Archive for April, 2010

Mike Resnick and Lezli Robyn. Shame. (Analog January/February 2010).

In a dusty old frontier town a dessicated corpse swings in the breeze, the word ‘shame’ scrawled against the gallows, testament to the folly of the rough justice dispensed by the townsfolks.

Holly Phillips. The Small Door. (The Best Science Fiction and Fantasy of the Year 3)

A teenage girl with a terminally ill twin finds something magical. But not magical enough. Classy writing.

Asimovs. March 2010.

I started this issue expecting Rusch and Jablokov to supply the stronger stories, but in fact it is Zumsteg and Ludwigsten who tickled my fancy the most. Who’da thunk it?

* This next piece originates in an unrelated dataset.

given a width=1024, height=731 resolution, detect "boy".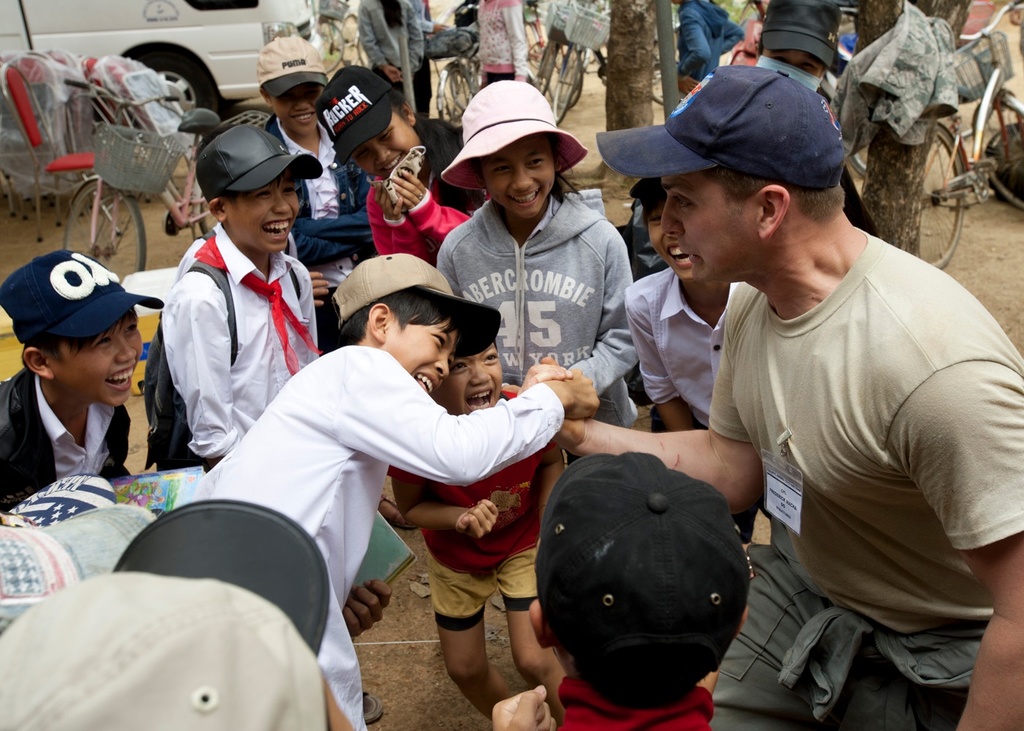
(left=260, top=37, right=373, bottom=356).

Alexandra Duncan. Amor Fugit. (F&SF March/April 2010).

A beautifully told story of a young girl living in remote, bucolic splendour, who finally gets a glimpse of the larger world out there.

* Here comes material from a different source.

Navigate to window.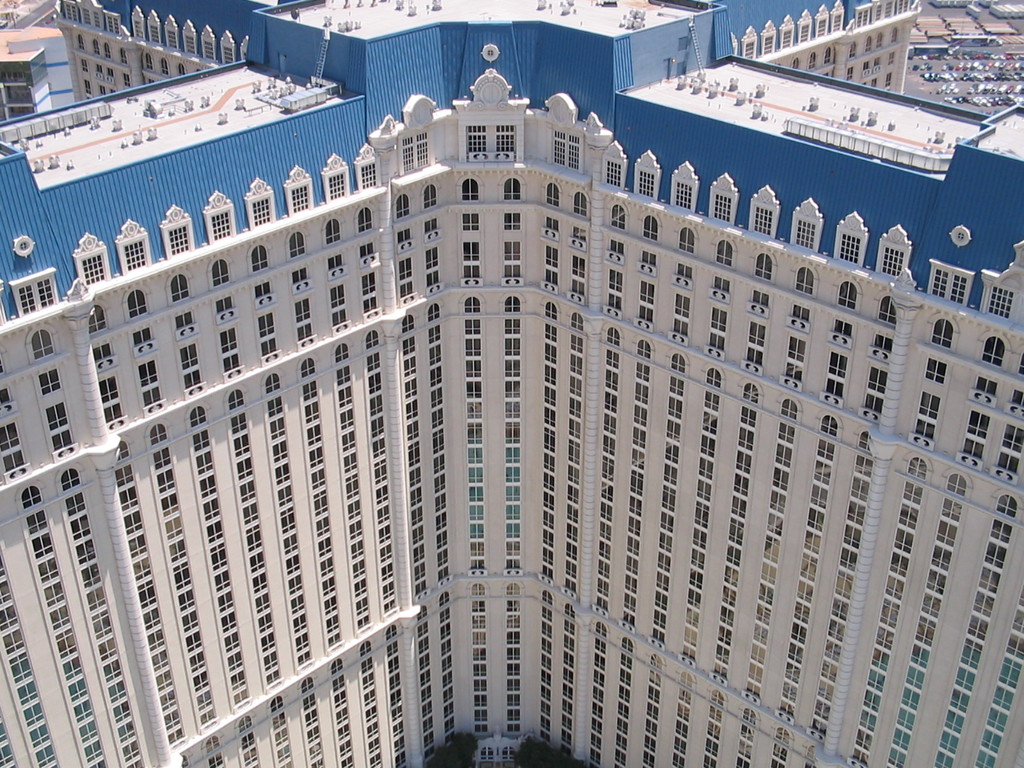
Navigation target: select_region(301, 690, 315, 712).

Kristine Kathryn Rusch. The Tower. (Asimovs March 2010).

A story that could equally, or perhaps, better have been placed in a historical or a crime fiction magazine.

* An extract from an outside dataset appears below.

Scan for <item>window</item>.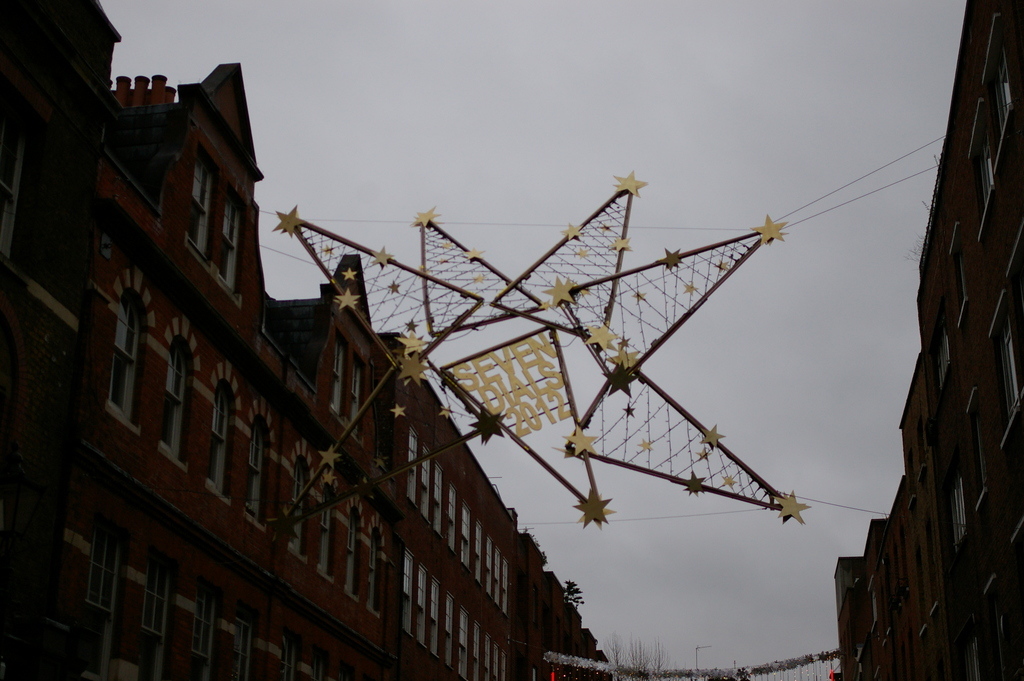
Scan result: [left=328, top=322, right=348, bottom=420].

Will Ludwigsen. The Speed of Dreams. (Asimovs March 2010).

Written in the form of a 8th Grade Science paper, we follow one teenage girl’s thought processes following on from the idea that events in dreams happen at an accelerated rate

Garth Nix. Beyond the Sea Gates of the Scholar Pirates of Sarskoe. (The Best Science Fiction and Fantasy of the Year Volume 3)

There’s a cannibalistic half-leopardess pirate, lots of swashbuckling, cthulhian monsters in the deep, and a sense of it being but one adventure in the life of its protagonists, and clearly a closer link to space opera than you might think, me hearties.

Paul McAuley. The Thought War. (The Best Science Fiction and Fantasy of the Year, Volume 3).

Post-zombie-apocalypse, with one of the survivors relating the slow encroachment of the zombie invasion, and postulating a more scientific and much bigger picture rationale.

Margo Lanagan. The Fifth Star in the Southern Cross. (The Years Best Science Fiction & Fantasy 2009).

A dark, disturbing glimpse of a near future, which starts with an almost Eraserhead-ish grotesquery.

Bill Willingham. Fearless Space Pirates of the Outer Rings. (The New Space Opera 2.)

An entertaining gonzo-ish yarn, with some clever touches for someone new to writing SF.